Saturday, March 13, 2010

Legislative flaws

Initiating, filing, discussing and finally passing a bill (law) is one of the tasks of a parliament among others. Anyone, whether a minister, or a parliament member - regardless whether belonging to the coalition or opposition, has the right of initiative, and this should be equally treated with a professional conscientiousness. Expertise of anyone (even specialists in the back offices) should ensure that all laws passed, would leave parliament in their best possible state. In countries where case law is current, the law will in due time be supplemented according to daily applicability if unexpected issues would occur that would in effect prove to be problematic due to international treaties (like the Human Rights' Charter, EU-legislation vis-à-vis national legislation and the like). Basically, coalition versus opposition should guarantee just laws.

Whether this concept is fully understood by all members within parliament - including their legal experts behind the scenes - is something that made me wonder in the last few weeks, as quite unhappy mishaps have occurred. Just to mention three recent examples:

Firstly, a bill came into effect, where - when applied according to the letter - single mothers would receive a monthly social benefit of over five thousand Euros. Mr Fico is priding himself for having the most-social government, but five thousand Euros is a bit over the top I reckon. Whether the formulation of certain passages has been done in a haste to meet a deadline or not, is irrelevant - texts of (new/amended) bills should carefully be studied, both by the initiator but especially by the opposition as well. Especially to catch unclarities or simple typo-errors, which could lead to absurd situations, like the one mentioned. None of the legal specialists ever took a calculator and figured out what the amendment contained. So why did this happen in the first place?

Secondly, the recent Patriotic Act, which caused a lot of dismay not only within Slovakia - only to be supported by some extremist fanatics - but also abroad, labelling Slovakia with North-Korean tendencies. A parallel, which is not too far fetched in my view. The absurdity of this law, has caused most opposition members not to participate in its voting. Why? The result was, that - despite its ludicrous principle - the bill made it with an astonishing majority through parliament, up to he point that even the initiator, the nationalist SNS members were overwhelmed with surprise. Nationalism is a dangerous yet effective tool to foul-mouth your opponent. Was it because of this, that hardly any opposition member dared to vote against? The electorate is fairly sensitive to such signals (even though absurd) and I must admit that even I am often shocked by the level of blind patriotic 19th-century style rhetoric among voters. Nevertheless, ignoring or willingly abstaining from voting this law, is a huge faux-pas. Now, when shedding bitter crocodile tears opposition should be aware of bearing the blame as well. 

The third example is of a bit more serious nature: On 9 March, the ruling party rushed a bill through parliament, dealing with information access regarding nuclear power plants. A few days earlier, the European Commission warned Slovakia that it fell short in respecting public interest in their PPP-projects, threatening to cut off EU funds. The issue was that public had hardly time to find out or respond to state-directed projects. The cabinet took it as a triviality and after modifying some legislation everything was back to business. Not so; on Tuesday the said bill would restrict public (or legal experts) to gain information access. A restriction that was even worse than the mentioned PPP-related issue. 

What was even more ironic - not only slipped it through the attention of the opposition, but the news came not from the Slovak media. Despite my continuous RSS feeds, where get all updates within a few seconds the moment they appear in the major newspapers/servers, it was a live broadcast by Olga Baková on the Czech network CT24 (which I happened to watch that moment by coincidence), that broke the news. For a while, according to Google, Slovak servers had no entry on that one. 

The said law is not just another slap in the face of the public by the arrogant Fico cronies, it is equally embarrassing, that we gained the first news from a foreign network. Not only will it again jeopardise further millions of EU support, that Slovakia direly needs, it is also a bad reflection of the whole parliamentary and journalistic professionalism. Call it legislative flaws or whatever, it indicates the poor state of democracy.Welcome to Slovakia.

MS

ADDENDUM: I must correct one detail; apparently, periodicals E-Trend and Hospodárske noviny did mention the passing of the information bill, yet only marginally and the heading of one of them was not conclusive enough for such a serious matter. Other newspapers mentioned it only post facto.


[THE TASK] Give back all of the data exactly as it stands, with the pictures removed.

^^^^

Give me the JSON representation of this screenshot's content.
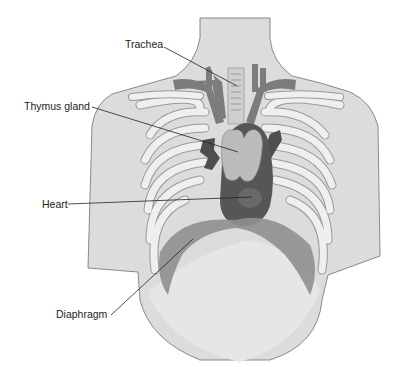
{
  "figure": {
    "labels": [
      {
        "id": "trachea",
        "text": "Trachea"
      },
      {
        "id": "thymus",
        "text": "Thymus gland"
      },
      {
        "id": "heart",
        "text": "Heart"
      },
      {
        "id": "diaphragm",
        "text": "Diaphragm"
      }
    ]
  },
  "colors": {
    "skin": "#d9d9d9",
    "skin_outline": "#6f6f6f",
    "rib": "#ededed",
    "rib_outline": "#9a9a9a",
    "lung_tissue": "#c4c4c4",
    "vessel": "#7a7a7a",
    "vessel_dark": "#4e4e4e",
    "thymus": "#b8b8b8",
    "heart": "#555555",
    "diaphragm": "#8e8e8e",
    "leader_line": "#222222"
  }
}
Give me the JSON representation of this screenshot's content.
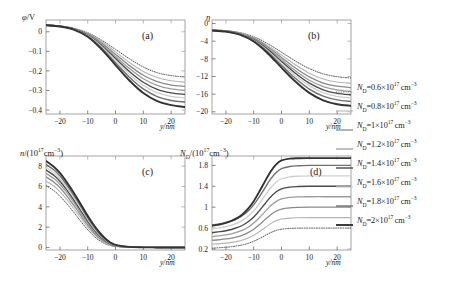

^^^^

[SOLUTION FOR THIS EXERCISE]
Give me the JSON representation of this screenshot's content.
{
  "figure": {
    "labels": [
      {
        "id": "trachea",
        "text": "Trachea"
      },
      {
        "id": "thymus",
        "text": "Thymus gland"
      },
      {
        "id": "heart",
        "text": "Heart"
      },
      {
        "id": "diaphragm",
        "text": "Diaphragm"
      }
    ]
  },
  "colors": {
    "skin": "#d9d9d9",
    "skin_outline": "#6f6f6f",
    "rib": "#ededed",
    "rib_outline": "#9a9a9a",
    "lung_tissue": "#c4c4c4",
    "vessel": "#7a7a7a",
    "vessel_dark": "#4e4e4e",
    "thymus": "#b8b8b8",
    "heart": "#555555",
    "diaphragm": "#8e8e8e",
    "leader_line": "#222222"
  }
}
Give me the JSON representation of this screenshot's content.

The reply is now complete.